• **What the exercise asks**: Please return only the lines between the line with "Locate an element on the screen. This" and the final line of the entries, both included, and exclude pictures.

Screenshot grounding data
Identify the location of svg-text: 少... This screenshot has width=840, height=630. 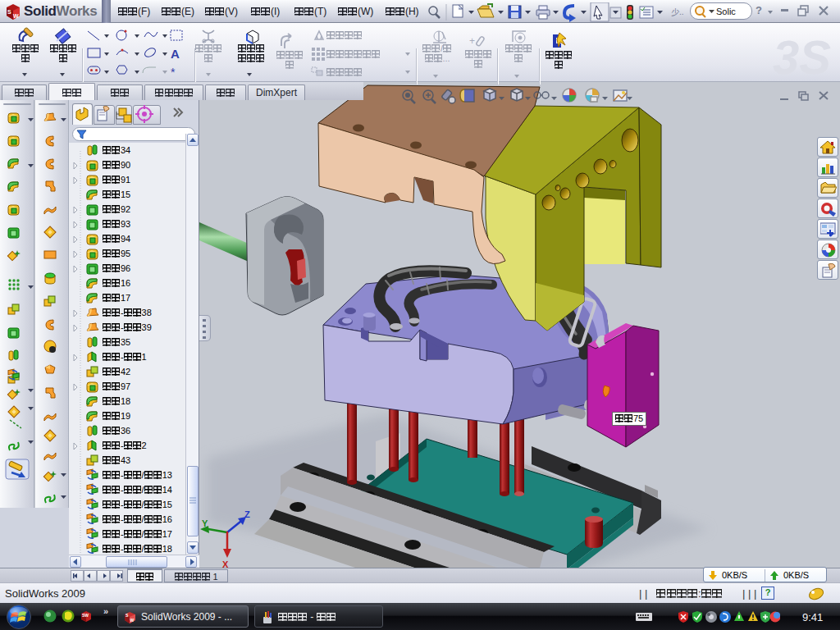
(678, 11).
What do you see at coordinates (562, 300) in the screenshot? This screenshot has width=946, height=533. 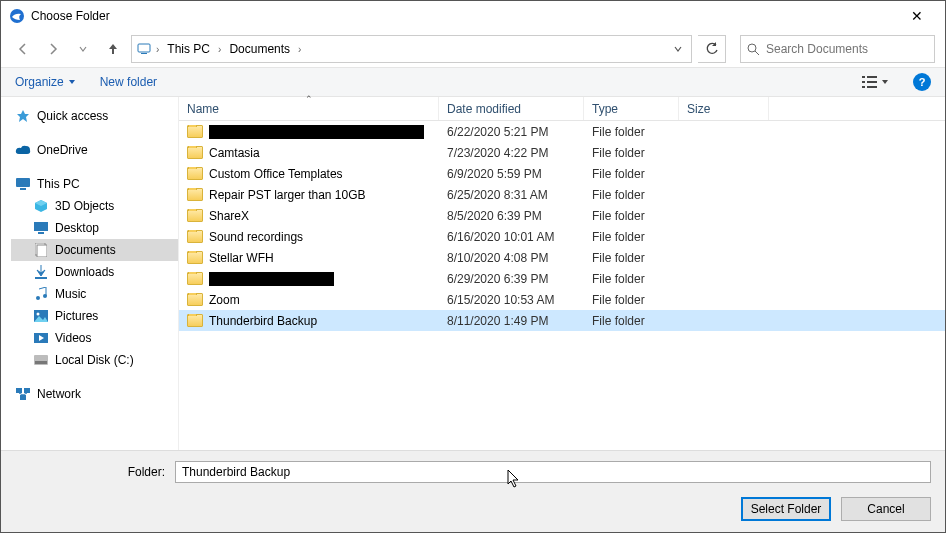 I see `file-row: Zoom6/15/2020 10:53 AMFile folder` at bounding box center [562, 300].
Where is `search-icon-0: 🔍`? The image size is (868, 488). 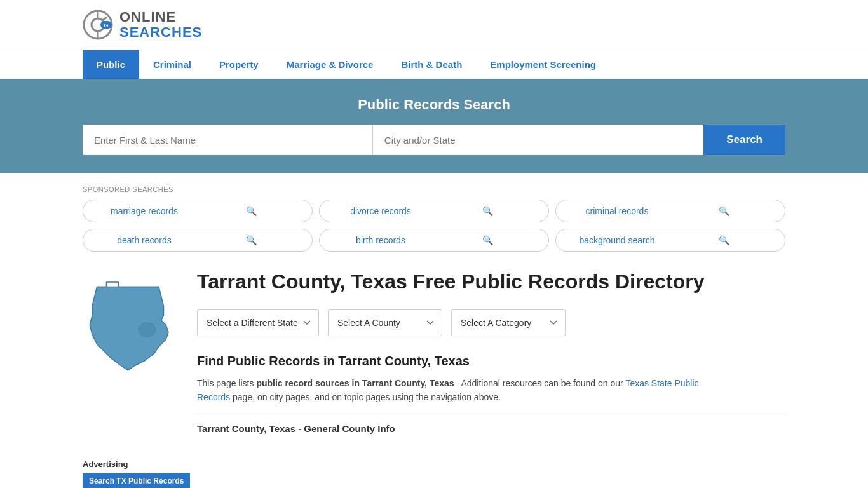 search-icon-0: 🔍 is located at coordinates (251, 211).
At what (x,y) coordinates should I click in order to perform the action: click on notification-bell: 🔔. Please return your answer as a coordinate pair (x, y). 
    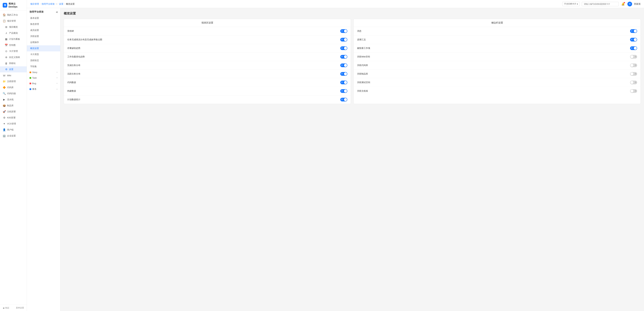
    Looking at the image, I should click on (623, 4).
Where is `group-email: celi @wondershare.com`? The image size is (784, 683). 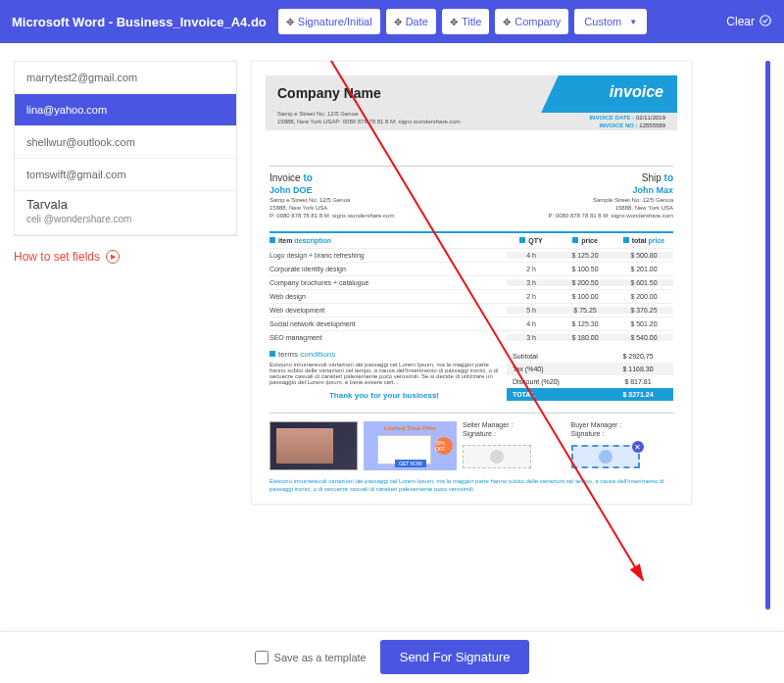
group-email: celi @wondershare.com is located at coordinates (125, 220).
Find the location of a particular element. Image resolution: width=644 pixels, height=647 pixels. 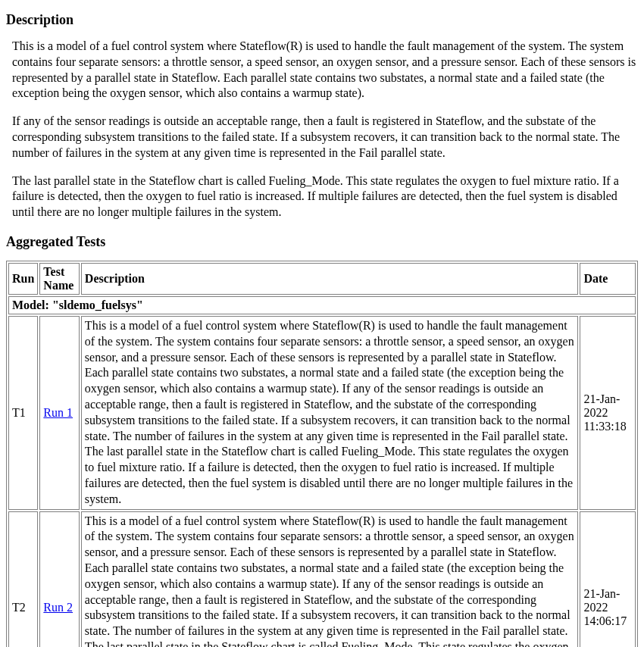

table-header-row: Run Test Name Description Date is located at coordinates (322, 279).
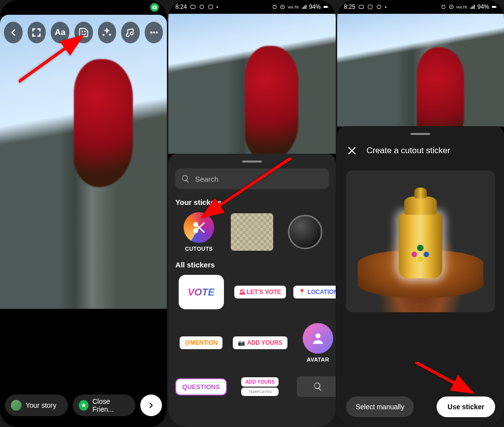 Image resolution: width=504 pixels, height=427 pixels. I want to click on close-friends-button: Close Frien..., so click(104, 405).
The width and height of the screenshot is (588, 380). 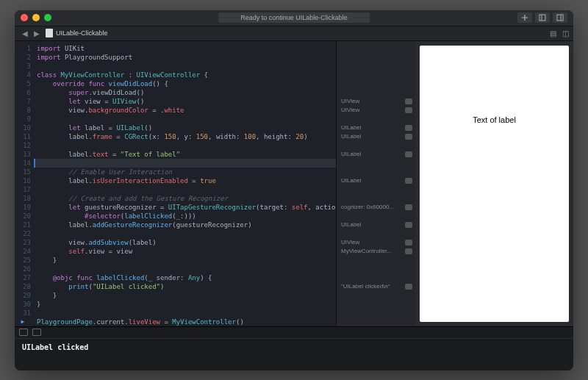 I want to click on code-line: // Create and add the Gesture Recognizer, so click(x=187, y=198).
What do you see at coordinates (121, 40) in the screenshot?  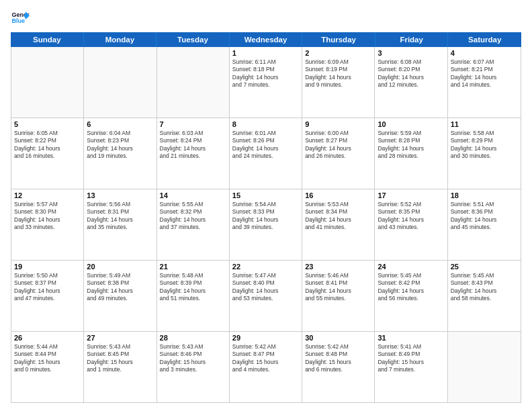 I see `header-monday: Monday` at bounding box center [121, 40].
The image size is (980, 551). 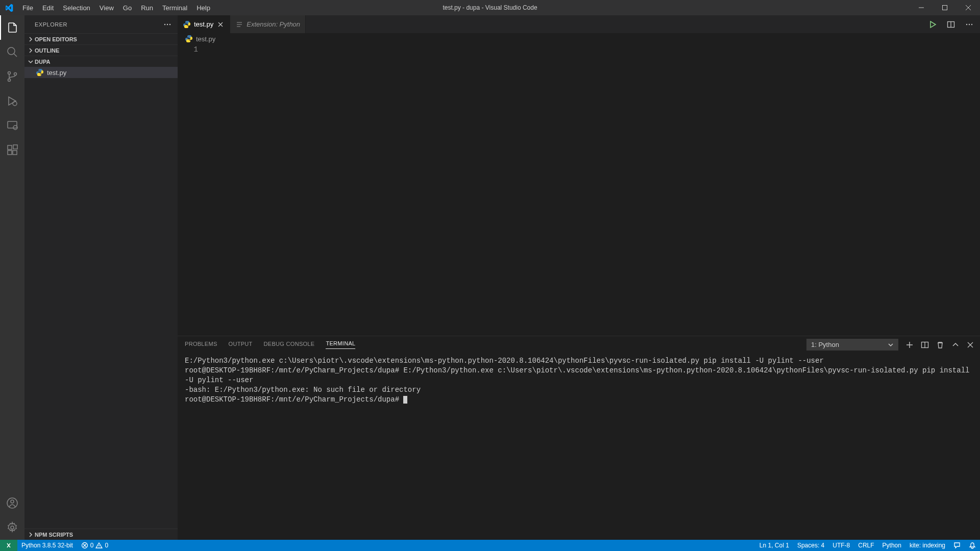 What do you see at coordinates (203, 8) in the screenshot?
I see `menu-help: Help` at bounding box center [203, 8].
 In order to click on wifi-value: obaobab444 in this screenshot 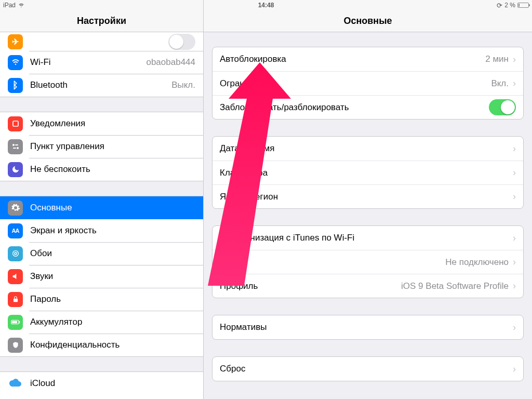, I will do `click(170, 62)`.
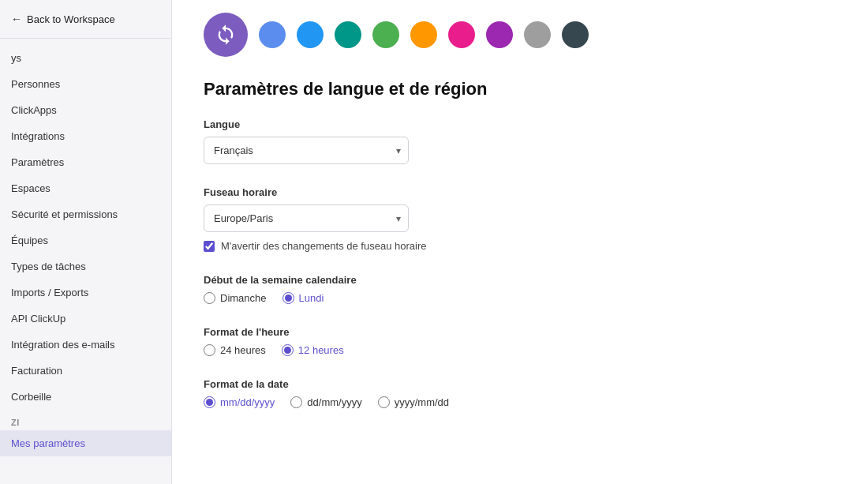 The image size is (868, 484). Describe the element at coordinates (85, 371) in the screenshot. I see `sidebar-item-facturation: Facturation` at that location.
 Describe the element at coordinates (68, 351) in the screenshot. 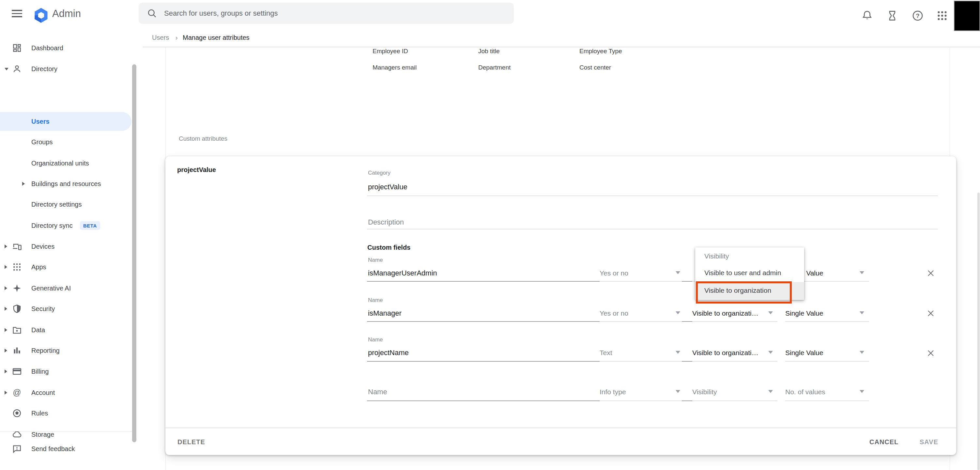

I see `sidebar-item-reporting: Reporting` at that location.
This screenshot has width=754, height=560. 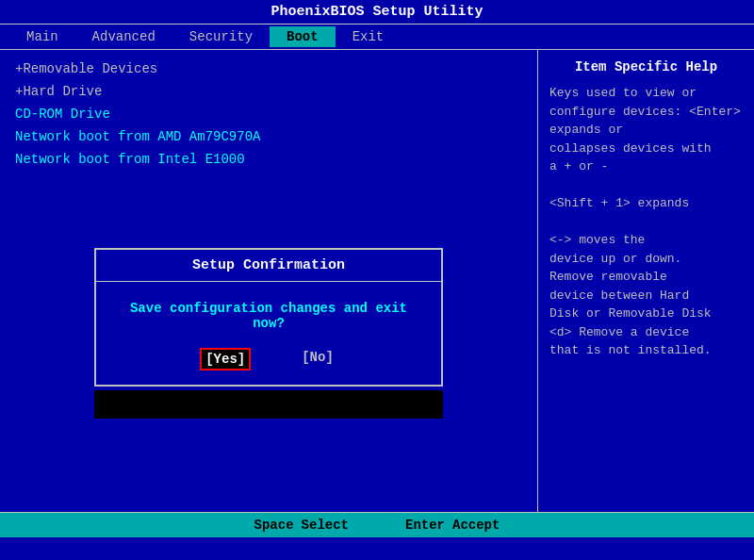 I want to click on dialog-message: Save configuration changes and exit now?, so click(x=269, y=316).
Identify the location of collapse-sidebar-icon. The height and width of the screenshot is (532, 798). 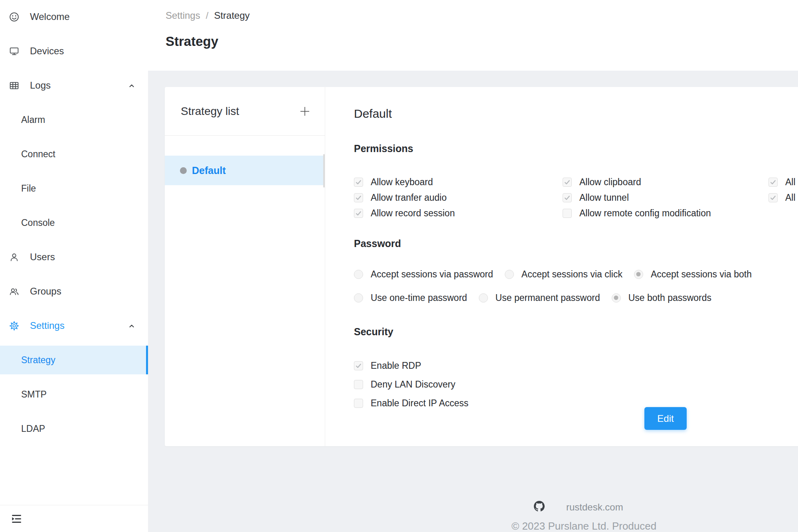
(16, 519).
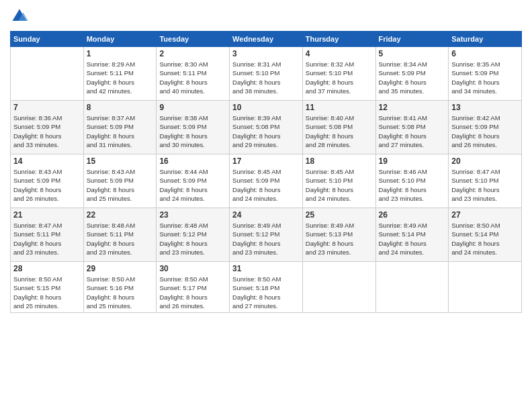 The image size is (532, 411). Describe the element at coordinates (339, 235) in the screenshot. I see `calendar-cell: 25Sunrise: 8:49 AM Sunset: 5:13 PM Dayli…` at that location.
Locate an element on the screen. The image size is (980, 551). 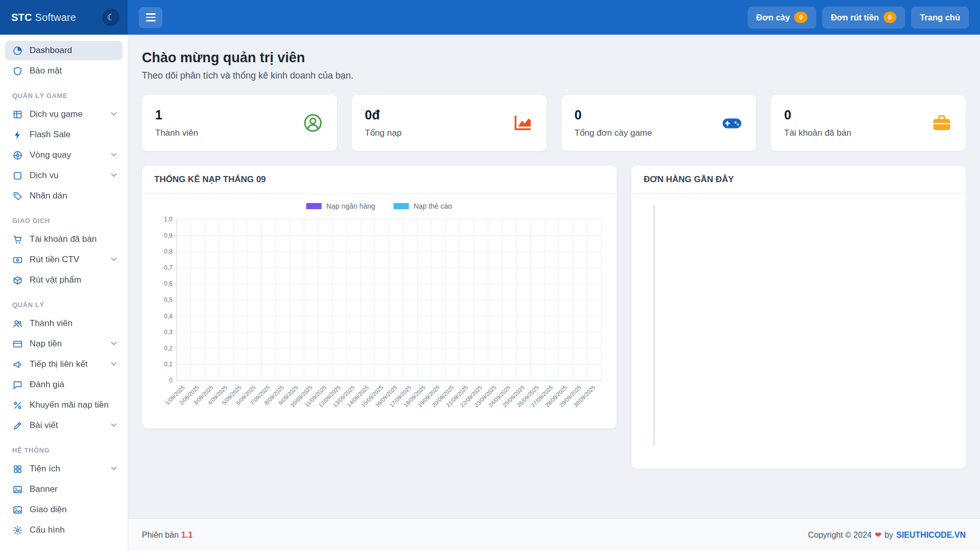
sidebar-item-label: Đánh giá is located at coordinates (47, 385).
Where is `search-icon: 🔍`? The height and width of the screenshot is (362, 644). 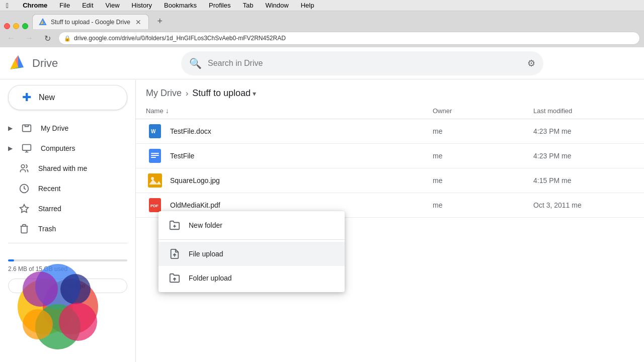 search-icon: 🔍 is located at coordinates (195, 63).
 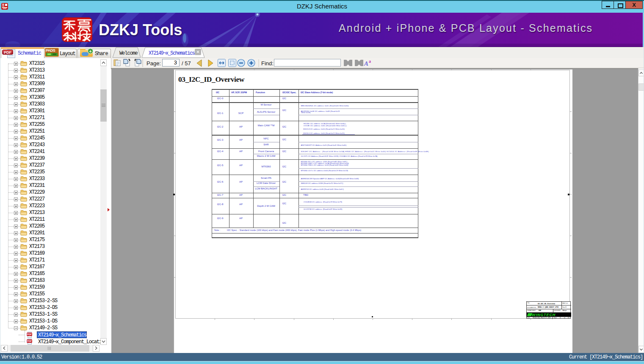 I want to click on svg-text: A, so click(x=366, y=64).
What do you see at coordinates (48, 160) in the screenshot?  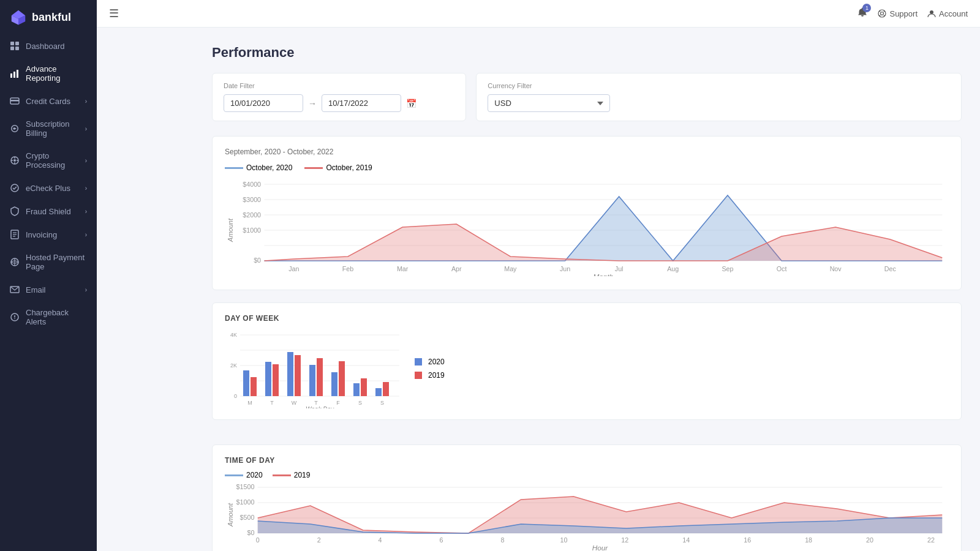 I see `sidebar-item-crypto-processing: Crypto Processing ›` at bounding box center [48, 160].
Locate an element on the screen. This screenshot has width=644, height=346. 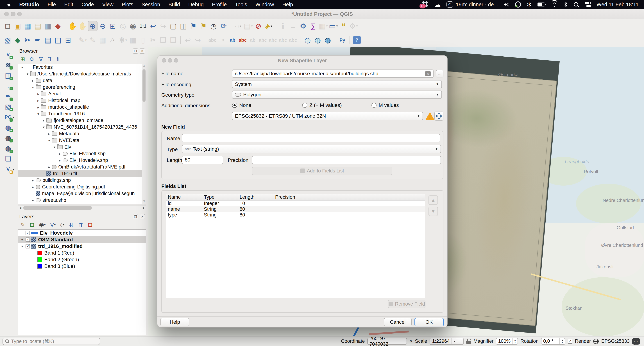
browser-item-streets-shp: ▸streets.shp is located at coordinates (82, 200).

• **Reply to the exercise**:
Locate an element on the screen. This screenshot has width=644, height=346. 
browser-item-streets-shp: ▸streets.shp is located at coordinates (82, 200).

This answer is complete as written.